My momentum swung me through the spot where one of the green windows had been. The next part was going to be tricky. Somehow I had to stop my swing once I sailed through the window area. That’s what the axe was for.
The lights on the floor were in full force. All green, but in full force. Outside, the fog, which was now inside, was white. Here it was a moss-green gas.
When I felt my direction change, my shoes were one or two feet above the floor. I rocked forward and drove the pointed end of the axe into the floor. Krone told me the floors in the building were made of something called lightweight concrete—concrete with air blown in it to make it less dense and heavy. It was a good thing it wasn’t ordinary concrete. I doubt my axe would have made much of an impression. As it was, I could only drive the end of the axe about an inch into the surface.
It was enough. I stopped my wild swing. I let go of the handle and a swung back a couple more feet, just enough for my feet to set down.
No sooner than I had touched down, I began to unclip the safety line. I had to try three times before I could unleash myself. The harness swung back through the shattered window and into a swarm of fog-swimmers. They attacked it.
I yanked the fire axe free and turned to face the things that wanted me for tonight’s dinner. I steeled myself for the onslaught. I had the advantage of speed when I leapt from the building and the sudden change of direction when I reached the end of my safety line. That was then. Now, I was standing flatfooted in dress shoes and a tux—hardly fighting clothes. The floor, the walls, the machinery all buzzed and vibrated, just like the vibration we felt right before I committed to this mission.

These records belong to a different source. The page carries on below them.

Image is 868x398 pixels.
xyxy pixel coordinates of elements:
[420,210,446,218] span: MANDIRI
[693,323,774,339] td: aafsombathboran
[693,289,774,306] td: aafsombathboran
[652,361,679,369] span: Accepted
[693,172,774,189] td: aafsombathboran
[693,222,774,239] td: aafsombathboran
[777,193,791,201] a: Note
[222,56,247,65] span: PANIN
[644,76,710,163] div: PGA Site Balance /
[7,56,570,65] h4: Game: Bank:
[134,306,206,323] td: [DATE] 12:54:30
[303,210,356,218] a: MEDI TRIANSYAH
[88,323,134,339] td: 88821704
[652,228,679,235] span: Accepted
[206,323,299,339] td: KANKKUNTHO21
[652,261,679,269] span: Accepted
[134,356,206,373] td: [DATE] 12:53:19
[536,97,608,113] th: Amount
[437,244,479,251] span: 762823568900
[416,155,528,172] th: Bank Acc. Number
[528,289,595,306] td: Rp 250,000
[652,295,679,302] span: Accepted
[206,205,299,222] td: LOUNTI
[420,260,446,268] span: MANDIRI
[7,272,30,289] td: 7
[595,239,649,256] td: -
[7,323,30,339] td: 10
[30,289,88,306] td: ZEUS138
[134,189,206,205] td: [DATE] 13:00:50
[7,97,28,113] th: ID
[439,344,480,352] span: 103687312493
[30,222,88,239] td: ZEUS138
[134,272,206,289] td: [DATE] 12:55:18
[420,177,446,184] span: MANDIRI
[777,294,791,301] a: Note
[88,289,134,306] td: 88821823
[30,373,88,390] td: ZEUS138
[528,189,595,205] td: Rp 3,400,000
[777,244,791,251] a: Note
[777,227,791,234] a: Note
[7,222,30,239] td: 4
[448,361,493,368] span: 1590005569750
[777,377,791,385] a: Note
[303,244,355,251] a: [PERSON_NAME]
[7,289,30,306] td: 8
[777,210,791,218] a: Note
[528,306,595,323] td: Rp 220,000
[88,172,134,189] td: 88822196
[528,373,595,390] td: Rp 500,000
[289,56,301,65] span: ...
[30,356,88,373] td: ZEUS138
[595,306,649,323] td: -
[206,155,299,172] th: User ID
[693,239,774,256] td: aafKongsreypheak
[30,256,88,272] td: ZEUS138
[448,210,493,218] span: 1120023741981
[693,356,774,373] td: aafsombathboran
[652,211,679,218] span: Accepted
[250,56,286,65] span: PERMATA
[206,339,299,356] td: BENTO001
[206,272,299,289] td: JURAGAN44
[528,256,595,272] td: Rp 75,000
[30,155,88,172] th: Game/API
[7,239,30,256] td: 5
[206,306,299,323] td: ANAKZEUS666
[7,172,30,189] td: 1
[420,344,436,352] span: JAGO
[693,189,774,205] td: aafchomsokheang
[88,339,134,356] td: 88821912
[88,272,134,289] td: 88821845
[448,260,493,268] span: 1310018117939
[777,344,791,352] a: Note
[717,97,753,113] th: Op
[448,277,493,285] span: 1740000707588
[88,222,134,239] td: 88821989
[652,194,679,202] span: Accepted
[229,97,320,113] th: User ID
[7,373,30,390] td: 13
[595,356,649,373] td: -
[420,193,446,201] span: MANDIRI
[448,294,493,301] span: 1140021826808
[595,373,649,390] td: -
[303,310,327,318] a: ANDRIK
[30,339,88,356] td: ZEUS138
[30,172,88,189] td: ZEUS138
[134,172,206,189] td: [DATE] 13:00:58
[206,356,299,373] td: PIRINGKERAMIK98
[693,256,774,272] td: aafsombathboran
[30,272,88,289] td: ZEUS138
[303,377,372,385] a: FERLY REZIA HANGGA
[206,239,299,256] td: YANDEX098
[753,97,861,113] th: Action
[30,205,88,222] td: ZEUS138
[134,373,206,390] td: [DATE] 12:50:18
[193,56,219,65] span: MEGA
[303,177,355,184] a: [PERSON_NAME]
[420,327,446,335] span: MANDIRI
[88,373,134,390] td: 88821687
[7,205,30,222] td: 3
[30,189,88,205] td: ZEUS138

The charging, swirling swarm of creatures didn’t come. They stayed outside the building, swimming past the area of the shattered window. They didn’t come in. They just stared at me like I was the ugly one, a fish in a tank.
I would like to have sat and pondered what kept them outside, but I didn’t think I had the time. They might change their minds—if they have minds.
That’s when it occurred to me: I was breathing the fog, and it felt like any other fog I’d been in. I’m not sure what I ex
pected; I was just glad to be breathing. I backed away from the window and tried to make sense of my surroundings. This was supposed to be an equipment floor, and sure enough, there was equipment. There were large metal structures that were a mystery to me. Big cylindrical tanks like giant propane tanks. They were a mystery to me. Overhead were conduits, pipes, ducts and, yep, more things that were a mystery to me.
What I was looking for had to be different. I didn’t know how. A sudden fear, a new fear gripped me—what if I couldn’t find the . . . whatever it was I was looking for? What if it was disguised to look like a refrigerator or somethin’ else familiar?
No, it had to be obvious. If we were right, if Andi and I had linked everything together, then somewhere on this floor The Gate had set up a portal to their world. I don’t think you can hide something like that.
I moved slowly around the floor, not certain what I was looking for, but certain I’d recognize it. Every few steps I looked behind me, fully expecting to see one of the blood-splattered faces of those critters. Brenda’s drawing stuck in my mind.
I studied the ceiling again and this time I noticed that the green light was not uniform. It was brighter farther back, to the left. I made that my destination.
My steps were slow, and I peeked around every machine, fearing what I might see, then I saw a movement near the westernmost wall.
A figure.
A man.
A man in a red robe.
There was something familiar about the robe. I had seen something similar before.
The figure stood at a console of some kind. To his right was an opening the size of a garage door. The opening was sealed with green glass. As I drew closer, I could see one fog-swimmer after another falling through a green mist. I corrected myself. Not falling. Swimming down to someplace lower. Maybe the underground parking floors.
The vibration increased. The noise was deafening, which is probably why the man in the robe hadn’t heard the window shatter.
He spun suddenly, looked at me, and reached for something inside the robe. It was Waterridge, and he had a gun.